A faithful copy of the whole listing is the goal. Match it exactly.

*** Opening Exercise materials ***

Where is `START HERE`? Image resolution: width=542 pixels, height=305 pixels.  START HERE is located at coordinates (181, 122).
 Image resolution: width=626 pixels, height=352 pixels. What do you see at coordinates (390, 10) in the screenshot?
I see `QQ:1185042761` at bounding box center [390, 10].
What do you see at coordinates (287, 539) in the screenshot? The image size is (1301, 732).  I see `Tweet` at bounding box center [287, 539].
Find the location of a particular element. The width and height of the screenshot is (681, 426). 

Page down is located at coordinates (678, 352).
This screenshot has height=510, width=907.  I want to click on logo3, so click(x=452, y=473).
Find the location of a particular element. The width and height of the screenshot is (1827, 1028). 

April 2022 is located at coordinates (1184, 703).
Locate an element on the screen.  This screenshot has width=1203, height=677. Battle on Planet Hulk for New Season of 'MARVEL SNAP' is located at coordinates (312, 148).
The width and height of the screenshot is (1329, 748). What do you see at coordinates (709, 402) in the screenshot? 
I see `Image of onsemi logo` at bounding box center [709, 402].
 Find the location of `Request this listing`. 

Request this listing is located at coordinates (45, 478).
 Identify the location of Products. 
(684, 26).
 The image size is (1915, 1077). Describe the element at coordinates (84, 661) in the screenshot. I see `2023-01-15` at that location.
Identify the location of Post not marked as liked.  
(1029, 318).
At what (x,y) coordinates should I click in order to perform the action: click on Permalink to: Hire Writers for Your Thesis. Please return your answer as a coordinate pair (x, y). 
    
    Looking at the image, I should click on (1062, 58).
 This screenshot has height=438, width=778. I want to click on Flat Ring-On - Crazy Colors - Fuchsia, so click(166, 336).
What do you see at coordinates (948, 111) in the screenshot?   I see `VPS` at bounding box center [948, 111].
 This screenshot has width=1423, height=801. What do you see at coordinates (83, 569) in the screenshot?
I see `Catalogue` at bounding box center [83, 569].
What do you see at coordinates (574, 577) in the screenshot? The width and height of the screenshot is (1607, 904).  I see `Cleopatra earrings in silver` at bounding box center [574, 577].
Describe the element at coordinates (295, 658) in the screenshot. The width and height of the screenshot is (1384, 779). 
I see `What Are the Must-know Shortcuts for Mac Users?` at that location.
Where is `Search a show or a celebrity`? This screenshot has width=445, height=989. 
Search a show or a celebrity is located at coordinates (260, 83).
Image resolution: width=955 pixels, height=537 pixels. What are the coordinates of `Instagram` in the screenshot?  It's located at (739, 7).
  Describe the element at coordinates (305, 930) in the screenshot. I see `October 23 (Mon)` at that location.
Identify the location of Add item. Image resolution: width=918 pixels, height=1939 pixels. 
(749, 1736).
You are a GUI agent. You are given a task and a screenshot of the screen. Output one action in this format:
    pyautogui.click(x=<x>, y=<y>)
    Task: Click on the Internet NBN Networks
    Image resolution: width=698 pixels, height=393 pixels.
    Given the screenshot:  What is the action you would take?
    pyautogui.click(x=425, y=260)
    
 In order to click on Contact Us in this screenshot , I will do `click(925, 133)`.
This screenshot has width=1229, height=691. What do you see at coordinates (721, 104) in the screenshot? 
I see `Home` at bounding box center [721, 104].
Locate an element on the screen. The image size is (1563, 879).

*** Closing Exercise materials ***

:: Exercise solution ::
Where is `START HERE`? Image resolution: width=542 pixels, height=305 pixels.  START HERE is located at coordinates (181, 122).
 Image resolution: width=626 pixels, height=352 pixels. What do you see at coordinates (390, 10) in the screenshot?
I see `QQ:1185042761` at bounding box center [390, 10].
What do you see at coordinates (287, 539) in the screenshot? The image size is (1301, 732).  I see `Tweet` at bounding box center [287, 539].
Find the location of a particular element. The width and height of the screenshot is (681, 426). 

Page down is located at coordinates (678, 352).
This screenshot has height=510, width=907.  I want to click on logo3, so click(x=452, y=473).
Find the location of a particular element. The width and height of the screenshot is (1827, 1028). 

April 2022 is located at coordinates (1184, 703).
Locate an element on the screen.  This screenshot has width=1203, height=677. Battle on Planet Hulk for New Season of 'MARVEL SNAP' is located at coordinates (312, 148).
The width and height of the screenshot is (1329, 748). What do you see at coordinates (709, 402) in the screenshot? 
I see `Image of onsemi logo` at bounding box center [709, 402].
 Find the location of `Request this listing`. 

Request this listing is located at coordinates (45, 478).
 Identify the location of Products. 
(684, 26).
 The image size is (1915, 1077). Describe the element at coordinates (84, 661) in the screenshot. I see `2023-01-15` at that location.
Identify the location of Post not marked as liked.  
(1029, 318).
At what (x,y) coordinates should I click in order to perform the action: click on Permalink to: Hire Writers for Your Thesis. Please return your answer as a coordinate pair (x, y). 
    
    Looking at the image, I should click on (1062, 58).
 This screenshot has height=438, width=778. I want to click on Flat Ring-On - Crazy Colors - Fuchsia, so click(166, 336).
What do you see at coordinates (948, 111) in the screenshot?   I see `VPS` at bounding box center [948, 111].
 This screenshot has width=1423, height=801. What do you see at coordinates (83, 569) in the screenshot?
I see `Catalogue` at bounding box center [83, 569].
What do you see at coordinates (574, 577) in the screenshot? The width and height of the screenshot is (1607, 904).  I see `Cleopatra earrings in silver` at bounding box center [574, 577].
Describe the element at coordinates (295, 658) in the screenshot. The width and height of the screenshot is (1384, 779). 
I see `What Are the Must-know Shortcuts for Mac Users?` at that location.
Where is `Search a show or a celebrity`? This screenshot has width=445, height=989. 
Search a show or a celebrity is located at coordinates (260, 83).
Image resolution: width=955 pixels, height=537 pixels. What are the coordinates of `Instagram` in the screenshot?  It's located at (739, 7).
  Describe the element at coordinates (305, 930) in the screenshot. I see `October 23 (Mon)` at that location.
Identify the location of Add item. Image resolution: width=918 pixels, height=1939 pixels. 
(749, 1736).
You are a GUI agent. You are given a task and a screenshot of the screen. Output one action in this format:
    pyautogui.click(x=<x>, y=<y>)
    Task: Click on the Internet NBN Networks
    Image resolution: width=698 pixels, height=393 pixels.
    Given the screenshot:  What is the action you would take?
    pyautogui.click(x=425, y=260)
    
 In order to click on Contact Us in this screenshot , I will do `click(925, 133)`.
This screenshot has width=1229, height=691. What do you see at coordinates (721, 104) in the screenshot? 
I see `Home` at bounding box center [721, 104].
Locate an element on the screen. The image size is (1563, 879).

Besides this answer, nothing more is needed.